A growing scientific consensus confirms what the brutality of a petro-economy makes apparent in a million ways everyday: time has run out. Rather than wait for a political solution that will not come, we want to spread resistance to the tar sands and to all other forms that Canadian capitalism and colonialism take in our communities and daily lives. And we want to interrupt the falsely critical dialogues that legitimize the power of the people who are destroying the earth. We know that today’s action is a small one, that much more is needed. We hope that others will see in our resistance a shared call to action.
February 7, 2014
Hey Germany, how’s that “getting off of Russian fossil fuels” business going?
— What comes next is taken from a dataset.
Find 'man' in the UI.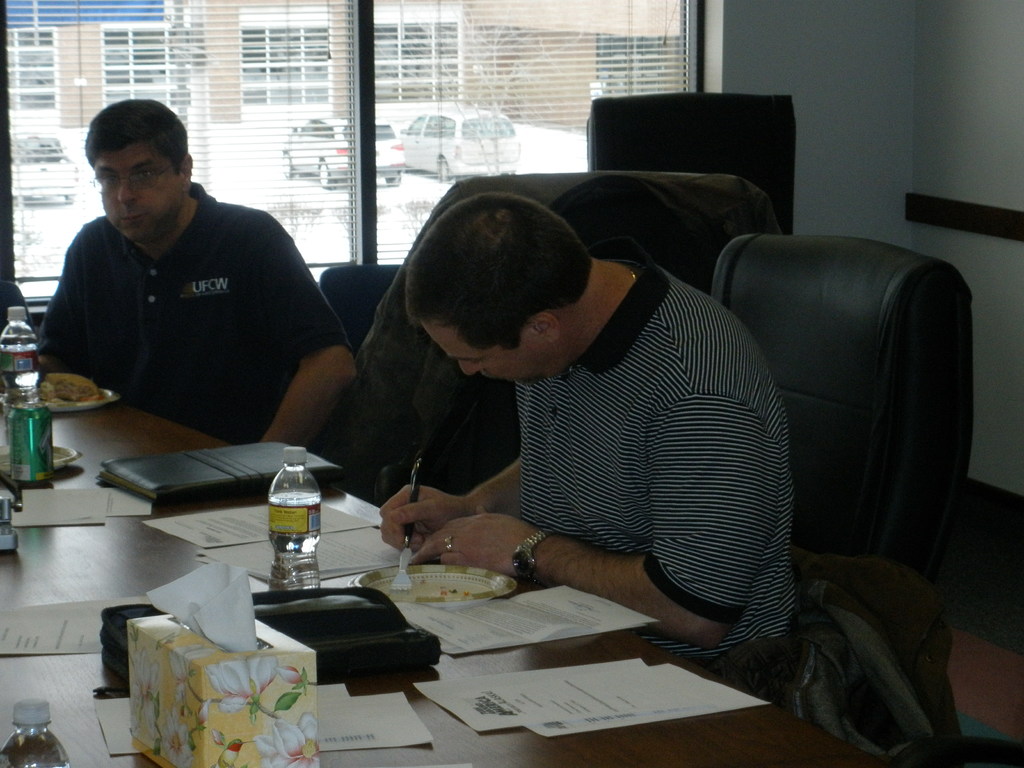
UI element at crop(376, 196, 789, 696).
In January 2019, the Republic of Ireland became the first country in the world to divest from fossil fuels. The Irish government sold €68m worth of stock in 38 companies involved in oil, gas and other fossil fuels following a July 2018 law passed by the Irish parliament that forced the country’s €8 billon national investment fund to divest from fossil fuels as part of the country’s commitment to the Paris Climate Agreement.
the fact that we’re in the twenties. the TWENTIES! we’re back in decades that end in ‘ties.’ things are cool again. well, if we actually cut down on our fossil fuel use. in future years our style will be considered 'vintage.’ but for now it’s using too many litres of water to make. we are living in the past and the future simultaneously. we are living in the twenties, but this time instead of being 'roaring,’ they will be 'aware of consumerism,’ because wow we need to save the planet.
When you remember that only a smallish proportion of the cost of dealing with climate change will be borne by governments, it becomes clear that this is not a choice between state spending on climate change or state spending on foreign aid and essential public services. It is a choice between state spending on climate change or state spending on coal, oil, roads, farm subsidies, environmental destruction and unprovoked wars. We would do well to ask why governments seem to find it so easy to raise the money required to wreck the biosphere, and so difficult to raise the money required to save it.
George Monbiot, Heat: How We Can Stop the Planet Burning
Revealed: the ‘carbon bombs’ set to trigger catastrophic climate breakdown
The world’s biggest fossil fuel firms are quietly planning scores of “carbon bomb” oil and gas projects that would drive the climate past internationally agreed temperature limits with catastrophic global impacts, a Guardian investigation shows.
The exclusive data shows these firms are in effect placing multibillion-dollar bets against humanity halting global heating. Their huge investments in new fossil fuel production could pay off only if countries fail to rapidly slash carbon emissions, which scientists say is vital.